* **Task**:
In the data below, find the line with "Identify the location of ui-culture-name-cell: sl." and output it along with every later line, exactly, but not the pictures.

BEGIN Material supplied

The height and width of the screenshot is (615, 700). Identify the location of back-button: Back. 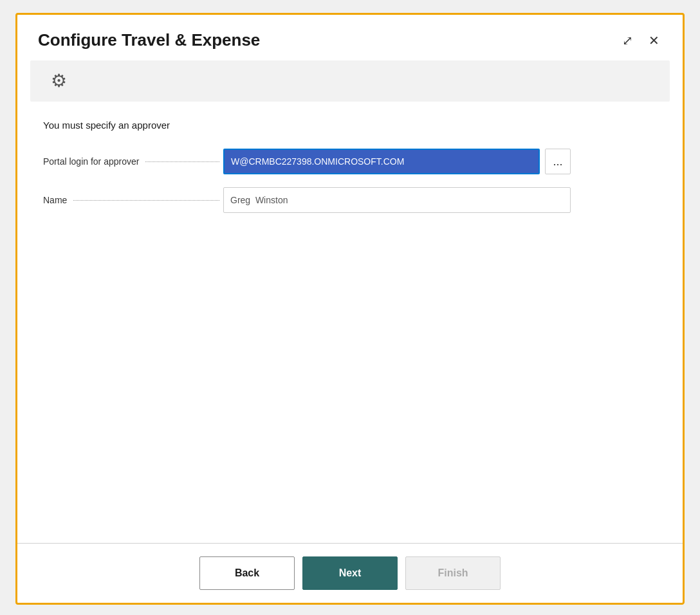
(247, 573).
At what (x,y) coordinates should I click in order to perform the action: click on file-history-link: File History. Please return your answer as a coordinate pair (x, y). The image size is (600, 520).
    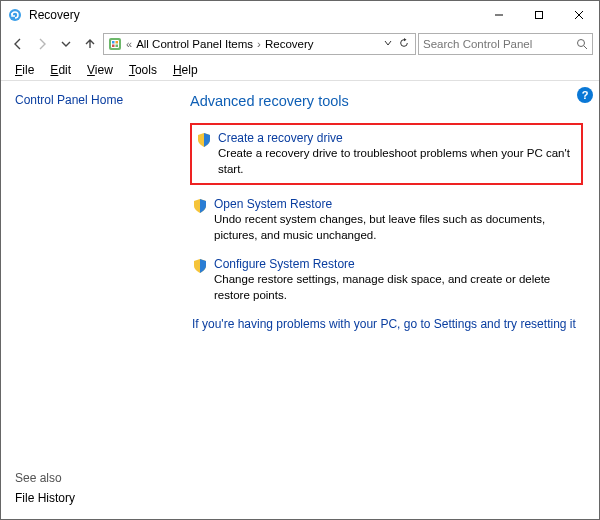
    Looking at the image, I should click on (45, 498).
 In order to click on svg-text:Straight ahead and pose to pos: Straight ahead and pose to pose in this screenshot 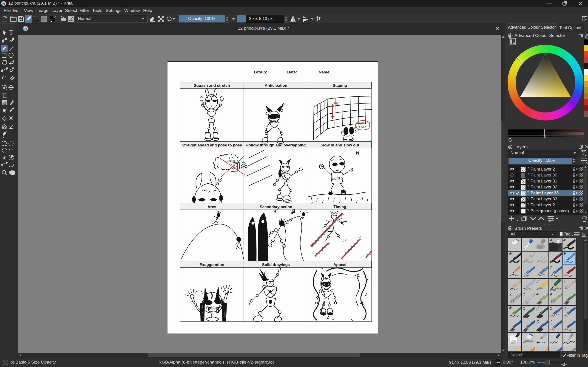, I will do `click(212, 145)`.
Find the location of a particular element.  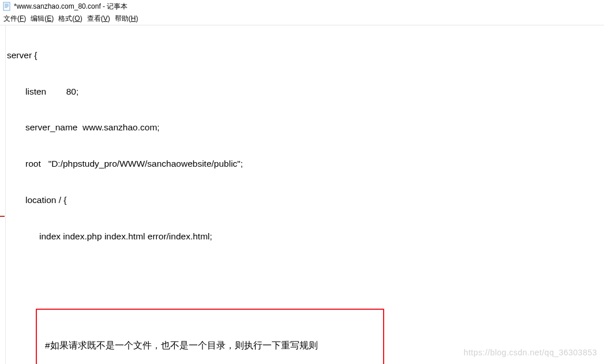

highlight-annotation-box: #如果请求既不是一个文件，也不是一个目录，则执行一下重写规则 if (!-e $… is located at coordinates (210, 336).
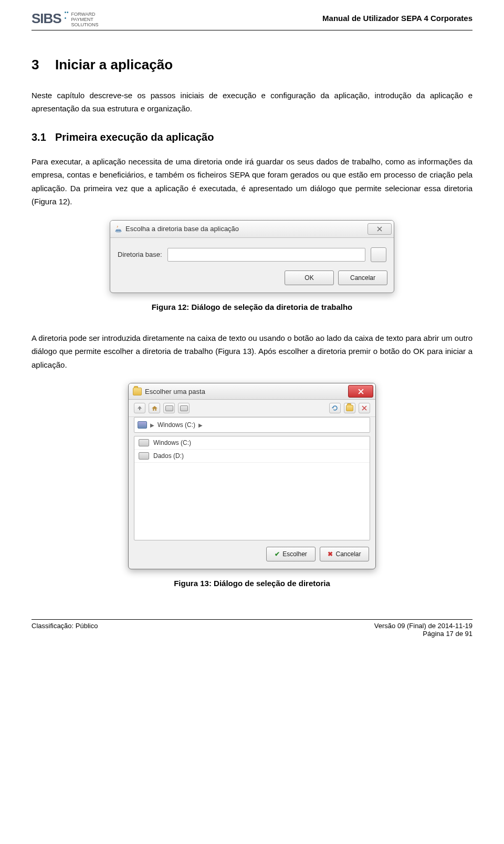 This screenshot has width=504, height=844. Describe the element at coordinates (295, 554) in the screenshot. I see `choose-label: Escolher` at that location.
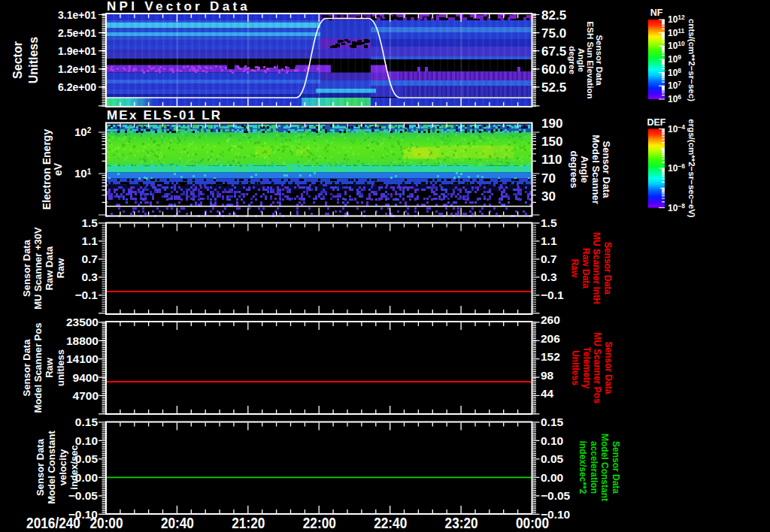 This screenshot has height=532, width=770. Describe the element at coordinates (179, 7) in the screenshot. I see `svg-text: NPI Vector Data` at that location.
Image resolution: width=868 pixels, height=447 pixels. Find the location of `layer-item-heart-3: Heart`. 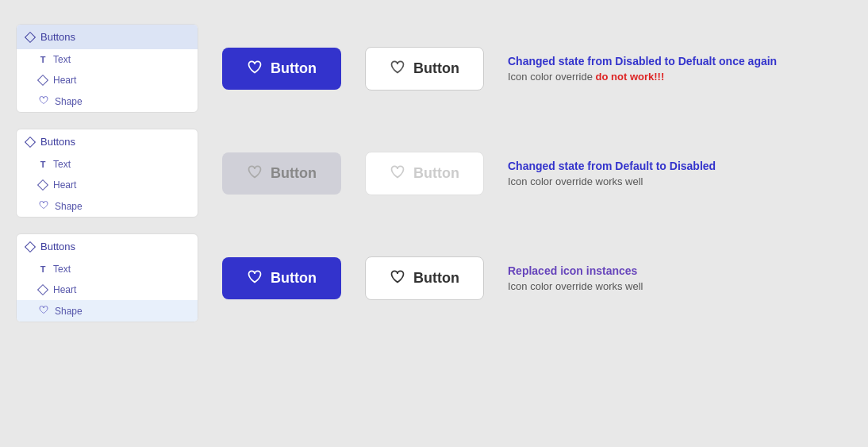

layer-item-heart-3: Heart is located at coordinates (107, 290).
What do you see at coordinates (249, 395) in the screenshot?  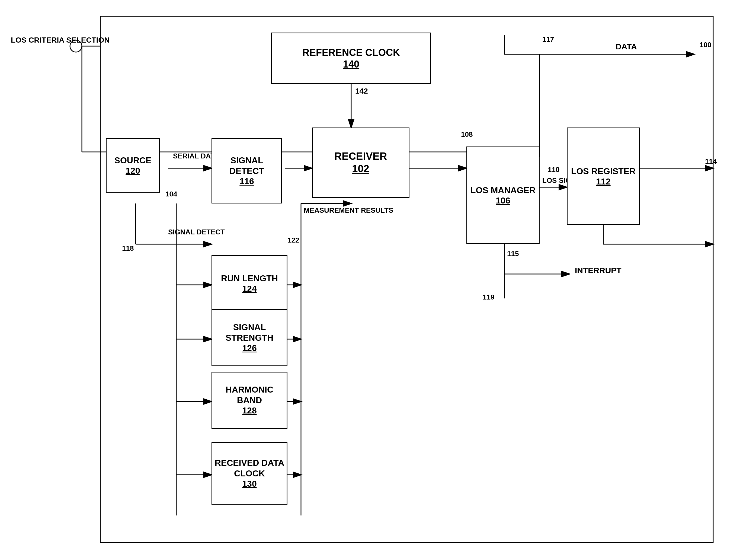 I see `harmonic-band-label: HARMONIC BAND` at bounding box center [249, 395].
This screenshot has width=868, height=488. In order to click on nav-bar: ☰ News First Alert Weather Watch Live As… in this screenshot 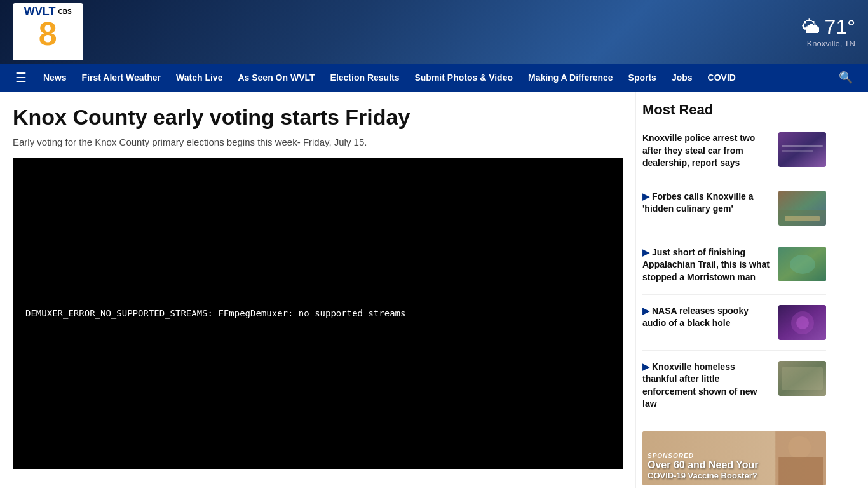, I will do `click(434, 78)`.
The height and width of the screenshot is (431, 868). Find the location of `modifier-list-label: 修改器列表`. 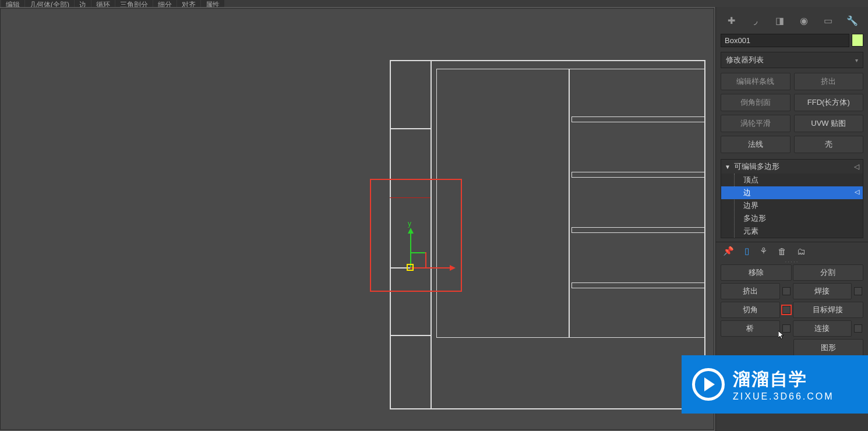

modifier-list-label: 修改器列表 is located at coordinates (744, 60).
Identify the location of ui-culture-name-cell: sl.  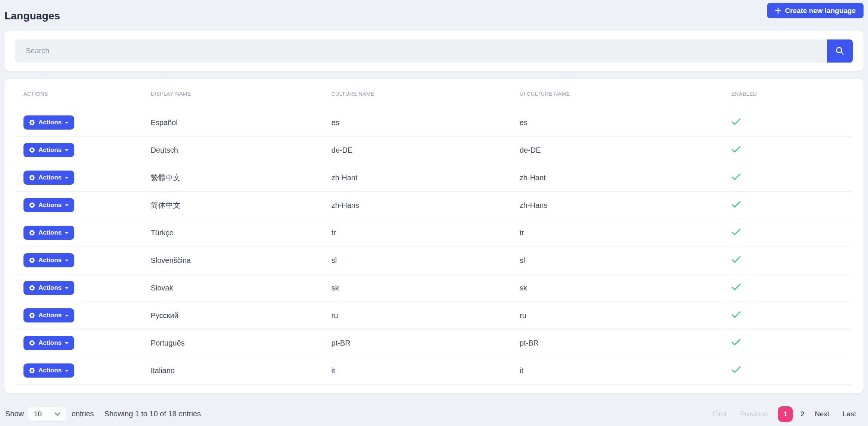
(618, 260).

END Material supplied

* **Exercise result**:
Identify the location of ui-culture-name-cell: sl.  
(618, 260).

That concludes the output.